The Rock
Paranoia theme overplayed in season's biggest disappointment.



How do you follow up your Oscar-winning act? If you're Nicolas Cage, you team up with a highly respected superstar (Sean Connery, also an Oscar-winner) and take a back seat to things that go boom.At least that's what Cage has done in "The Rock," which seems to have been founded on the philosophy that no one should be killed with a single shot when a barrage of bullets will do, and that you can't have too many fireballs or broken windows.
It's kind of sad to see actors of Cage and Connery's caliber take on roles that wouldn't tax the acting muscles of Steven Seagal. Mostly, they're required to pose for the director's favorite camera angle aiming up from the ground, so that the stars' constantly flaring nostrils get all the close-ups.

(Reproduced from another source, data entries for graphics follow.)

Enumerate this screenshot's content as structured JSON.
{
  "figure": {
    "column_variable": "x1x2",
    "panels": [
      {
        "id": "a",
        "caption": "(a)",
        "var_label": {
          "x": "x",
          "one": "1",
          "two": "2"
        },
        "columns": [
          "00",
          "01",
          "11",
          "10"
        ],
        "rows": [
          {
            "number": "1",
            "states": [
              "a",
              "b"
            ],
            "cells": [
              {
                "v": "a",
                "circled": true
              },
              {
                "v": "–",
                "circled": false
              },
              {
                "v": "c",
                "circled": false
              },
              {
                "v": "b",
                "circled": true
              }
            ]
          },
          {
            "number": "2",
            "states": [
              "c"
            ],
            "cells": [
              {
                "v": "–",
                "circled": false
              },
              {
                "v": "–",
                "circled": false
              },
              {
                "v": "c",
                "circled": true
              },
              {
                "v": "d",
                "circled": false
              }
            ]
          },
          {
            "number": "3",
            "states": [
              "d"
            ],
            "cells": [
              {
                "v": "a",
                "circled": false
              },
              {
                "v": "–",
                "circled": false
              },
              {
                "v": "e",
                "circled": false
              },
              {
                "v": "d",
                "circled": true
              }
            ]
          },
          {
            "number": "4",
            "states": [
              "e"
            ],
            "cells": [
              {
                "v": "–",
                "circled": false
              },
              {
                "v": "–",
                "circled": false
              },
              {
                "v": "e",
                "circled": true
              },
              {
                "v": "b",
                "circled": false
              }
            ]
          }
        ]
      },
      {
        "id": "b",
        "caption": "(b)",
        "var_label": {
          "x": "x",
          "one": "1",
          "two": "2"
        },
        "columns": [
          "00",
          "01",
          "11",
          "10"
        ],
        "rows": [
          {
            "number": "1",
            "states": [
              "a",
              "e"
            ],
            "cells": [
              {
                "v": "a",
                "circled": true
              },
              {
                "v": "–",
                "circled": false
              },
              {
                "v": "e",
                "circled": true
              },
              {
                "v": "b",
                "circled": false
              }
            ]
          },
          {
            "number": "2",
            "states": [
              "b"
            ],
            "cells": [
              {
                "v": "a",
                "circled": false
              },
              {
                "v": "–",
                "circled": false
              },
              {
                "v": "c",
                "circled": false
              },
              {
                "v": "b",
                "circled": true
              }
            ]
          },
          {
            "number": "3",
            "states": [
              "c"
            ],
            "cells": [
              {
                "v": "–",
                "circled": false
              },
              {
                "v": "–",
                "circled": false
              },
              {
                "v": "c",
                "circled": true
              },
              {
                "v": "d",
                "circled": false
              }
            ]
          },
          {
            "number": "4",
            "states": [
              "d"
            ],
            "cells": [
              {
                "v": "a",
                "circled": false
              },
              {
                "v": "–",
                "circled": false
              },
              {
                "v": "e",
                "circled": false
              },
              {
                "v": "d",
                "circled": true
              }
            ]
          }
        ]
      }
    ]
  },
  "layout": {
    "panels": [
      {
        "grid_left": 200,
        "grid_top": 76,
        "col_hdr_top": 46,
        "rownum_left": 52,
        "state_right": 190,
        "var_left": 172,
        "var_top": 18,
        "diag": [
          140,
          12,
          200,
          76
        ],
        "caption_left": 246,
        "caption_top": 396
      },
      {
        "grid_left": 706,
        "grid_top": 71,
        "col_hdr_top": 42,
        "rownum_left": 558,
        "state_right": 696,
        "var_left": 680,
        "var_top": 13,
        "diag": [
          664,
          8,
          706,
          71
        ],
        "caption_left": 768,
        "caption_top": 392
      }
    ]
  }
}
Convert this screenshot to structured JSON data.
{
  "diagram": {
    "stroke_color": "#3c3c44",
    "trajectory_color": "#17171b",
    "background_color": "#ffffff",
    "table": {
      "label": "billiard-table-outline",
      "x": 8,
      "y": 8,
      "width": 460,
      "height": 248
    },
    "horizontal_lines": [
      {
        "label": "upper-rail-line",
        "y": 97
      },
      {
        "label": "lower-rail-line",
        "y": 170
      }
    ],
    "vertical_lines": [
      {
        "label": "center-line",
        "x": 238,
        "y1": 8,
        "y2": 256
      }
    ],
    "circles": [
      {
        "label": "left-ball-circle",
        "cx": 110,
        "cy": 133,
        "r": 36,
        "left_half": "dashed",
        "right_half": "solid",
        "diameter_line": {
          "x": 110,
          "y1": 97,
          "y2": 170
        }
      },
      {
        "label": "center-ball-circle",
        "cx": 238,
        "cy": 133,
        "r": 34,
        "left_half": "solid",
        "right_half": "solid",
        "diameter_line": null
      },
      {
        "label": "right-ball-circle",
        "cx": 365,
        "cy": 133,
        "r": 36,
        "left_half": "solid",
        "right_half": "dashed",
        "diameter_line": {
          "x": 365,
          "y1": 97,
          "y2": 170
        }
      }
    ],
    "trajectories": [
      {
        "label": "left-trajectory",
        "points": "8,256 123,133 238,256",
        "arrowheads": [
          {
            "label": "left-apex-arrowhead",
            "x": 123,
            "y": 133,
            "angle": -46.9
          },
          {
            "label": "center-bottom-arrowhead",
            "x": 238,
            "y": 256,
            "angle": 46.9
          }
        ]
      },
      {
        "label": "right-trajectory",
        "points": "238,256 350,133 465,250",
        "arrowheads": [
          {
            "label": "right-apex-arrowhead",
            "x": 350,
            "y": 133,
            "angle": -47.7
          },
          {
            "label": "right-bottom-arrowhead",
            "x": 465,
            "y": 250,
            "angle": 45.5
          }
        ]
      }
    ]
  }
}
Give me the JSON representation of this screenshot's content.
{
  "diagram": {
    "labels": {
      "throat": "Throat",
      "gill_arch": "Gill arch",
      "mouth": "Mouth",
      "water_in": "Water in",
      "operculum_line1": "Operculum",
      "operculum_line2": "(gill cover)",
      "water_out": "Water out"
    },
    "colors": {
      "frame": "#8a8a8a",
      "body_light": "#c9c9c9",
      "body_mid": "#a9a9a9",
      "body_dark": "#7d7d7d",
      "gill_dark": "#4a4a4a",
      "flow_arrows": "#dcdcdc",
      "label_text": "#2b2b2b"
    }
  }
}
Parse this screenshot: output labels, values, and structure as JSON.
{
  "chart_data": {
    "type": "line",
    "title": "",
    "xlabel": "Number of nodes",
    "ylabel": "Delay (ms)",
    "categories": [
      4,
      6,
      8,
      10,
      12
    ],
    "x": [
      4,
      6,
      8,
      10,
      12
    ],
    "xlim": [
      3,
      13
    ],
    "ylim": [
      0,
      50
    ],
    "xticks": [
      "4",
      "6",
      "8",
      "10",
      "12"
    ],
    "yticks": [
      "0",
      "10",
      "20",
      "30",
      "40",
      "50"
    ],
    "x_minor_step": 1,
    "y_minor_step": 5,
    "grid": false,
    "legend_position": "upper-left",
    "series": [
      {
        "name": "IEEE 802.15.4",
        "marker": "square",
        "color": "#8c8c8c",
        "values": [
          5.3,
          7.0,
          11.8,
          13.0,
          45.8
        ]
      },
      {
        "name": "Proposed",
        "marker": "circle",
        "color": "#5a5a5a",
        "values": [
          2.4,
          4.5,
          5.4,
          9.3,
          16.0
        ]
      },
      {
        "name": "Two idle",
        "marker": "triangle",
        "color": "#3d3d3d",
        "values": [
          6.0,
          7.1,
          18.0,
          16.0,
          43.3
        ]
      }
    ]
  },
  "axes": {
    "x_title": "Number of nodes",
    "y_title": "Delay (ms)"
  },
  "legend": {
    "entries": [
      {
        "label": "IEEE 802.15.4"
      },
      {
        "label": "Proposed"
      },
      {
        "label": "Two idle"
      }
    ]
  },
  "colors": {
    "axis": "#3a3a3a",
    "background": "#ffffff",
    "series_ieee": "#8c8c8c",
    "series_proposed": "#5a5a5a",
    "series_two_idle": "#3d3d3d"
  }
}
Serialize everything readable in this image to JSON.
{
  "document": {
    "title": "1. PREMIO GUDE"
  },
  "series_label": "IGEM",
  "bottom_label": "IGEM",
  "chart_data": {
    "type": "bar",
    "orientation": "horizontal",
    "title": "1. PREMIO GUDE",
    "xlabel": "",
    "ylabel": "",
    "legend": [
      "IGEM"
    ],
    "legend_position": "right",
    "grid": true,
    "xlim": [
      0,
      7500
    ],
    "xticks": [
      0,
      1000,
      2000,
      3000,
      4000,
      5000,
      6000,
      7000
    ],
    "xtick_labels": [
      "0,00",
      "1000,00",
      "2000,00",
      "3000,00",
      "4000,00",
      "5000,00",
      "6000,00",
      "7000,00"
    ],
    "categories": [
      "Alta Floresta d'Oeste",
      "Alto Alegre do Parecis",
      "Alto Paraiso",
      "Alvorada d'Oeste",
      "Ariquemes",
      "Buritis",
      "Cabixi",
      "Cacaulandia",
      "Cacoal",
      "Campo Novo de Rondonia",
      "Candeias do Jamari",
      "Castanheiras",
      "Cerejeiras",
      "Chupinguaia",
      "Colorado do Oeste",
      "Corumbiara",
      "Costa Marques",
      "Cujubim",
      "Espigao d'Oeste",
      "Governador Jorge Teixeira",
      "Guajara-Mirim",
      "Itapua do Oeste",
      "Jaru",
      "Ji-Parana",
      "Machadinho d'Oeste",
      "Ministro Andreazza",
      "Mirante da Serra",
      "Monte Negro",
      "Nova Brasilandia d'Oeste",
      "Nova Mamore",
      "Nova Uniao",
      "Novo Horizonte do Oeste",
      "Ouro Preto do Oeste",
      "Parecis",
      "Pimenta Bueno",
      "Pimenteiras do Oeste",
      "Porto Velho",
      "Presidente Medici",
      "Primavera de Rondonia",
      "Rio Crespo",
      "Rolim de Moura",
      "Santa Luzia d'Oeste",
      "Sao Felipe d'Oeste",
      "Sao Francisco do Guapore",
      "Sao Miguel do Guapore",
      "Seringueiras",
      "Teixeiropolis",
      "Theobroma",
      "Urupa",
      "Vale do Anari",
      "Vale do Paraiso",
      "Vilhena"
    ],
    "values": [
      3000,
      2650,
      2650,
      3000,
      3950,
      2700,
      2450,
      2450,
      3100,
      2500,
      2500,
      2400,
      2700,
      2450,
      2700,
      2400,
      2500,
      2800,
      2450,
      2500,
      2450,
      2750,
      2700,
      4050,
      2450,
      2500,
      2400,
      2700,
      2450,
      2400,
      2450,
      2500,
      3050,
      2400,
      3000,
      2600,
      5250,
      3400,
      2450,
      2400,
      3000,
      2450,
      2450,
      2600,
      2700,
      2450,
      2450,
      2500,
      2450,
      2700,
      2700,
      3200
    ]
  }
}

And close-ups is what "The Rock" is all about. Director Michael Bay who did the equally irritating "Bad Boys" and loads of Clio-winning commercials shoots a jittery San Francisco car chase with so many close-ups that the audience will be hard-pressed to figure out what the heck is happening.
Did Bay think that this big-budget, star-laden Disney summer movie was going straight to video?
Connery gets top billing (and a co-executive producer credit) in this grotesquely violent paranoia thriller, as John Patrick Mason, a federal prisoner whose identity has been erased (by Arnold Schwarzenegger, perhaps?)
He's also the only prisoner to ever successfully escape from Alcatraz, so his expertise at traversing the maze of tunnels below the infamous prison is needed when outraged Gen. Francis Xavier Hummel (Ed Harris) takes over the island with a troop of psychotic Marines.
Hummel also takes 81 civilian tourists hostage, then threatens to kill off everyone in San Francisco with four rockets armed with a deadly nerve gas unless his demands are met. Hummel wants money for families of soldiers who died in covert combat missions families who have been denied benefits.
Meanwhile, mild-mannered FBI chemical wizard Stanley Goodspeed (Cage), is brought in to disarm the rockets. And, naturally, he and Mason become a reluctant dynamic duo once they land at Alcatraz.
Eventually, Mason tries to show Hummel the futility of his quest: "I don't see how you cherish the memory of the dead by killing another million." That's obvious from the film's opening scene, and by commenting on it late in the movie, the filmmakers simply acknowledge their contempt for the audience, as if to say, "We know it's stupid, but we also know you'll buy it."
And even if Hummel does see the error of his ways, he's surrounded himself with too many kill-for-the-thrill wacko Marines to turn back.
"The Rock" may be most notable, however, for carrying the familiar government-paranoia theme to its zenith. Everyone is so corrupt and evil in this film except Mason and Goodspeed, of course that you may leave the theater with thoughts of moving to another, safer country. Say, Bosnia.
Truth be told, Cage, Connery and Harris all seem to be trying to make more out of this than is possible. Cage does a reprisal of his repressed Secret Service agent from "Guarding Tess," Connery is his usual stoic self even when playing an out-of-touch ruthless killer (and in the film's early stages, he manipulates his captors as if he's Hannibal Lecter) and Harris is a misguided but sincere patriot.
All three attempt some subtle touches here and there, trying to give their characters some modicum of depth. (Other stalwart and familiar character actors who join them include Michael Biehn, Tony Todd, William Forsythe, John C. McGinley, David Morse and John Spencer.)
But director Bay will have none of that he's quickly on to the next spray of gunfire and shattered glass, trying to outdo any other summer pictures that may be competing for the biggest, the loudest or the most destructive.
By the time Cage says, late in the film, "OK, that's just about the most awful thing I've ever seen," the audience should be ready to agree.
The season's biggest disappointment so far, "The Rock" is rated R for considerable violence, some gore, wall-to-wall profane and vulgar language and a sex scene.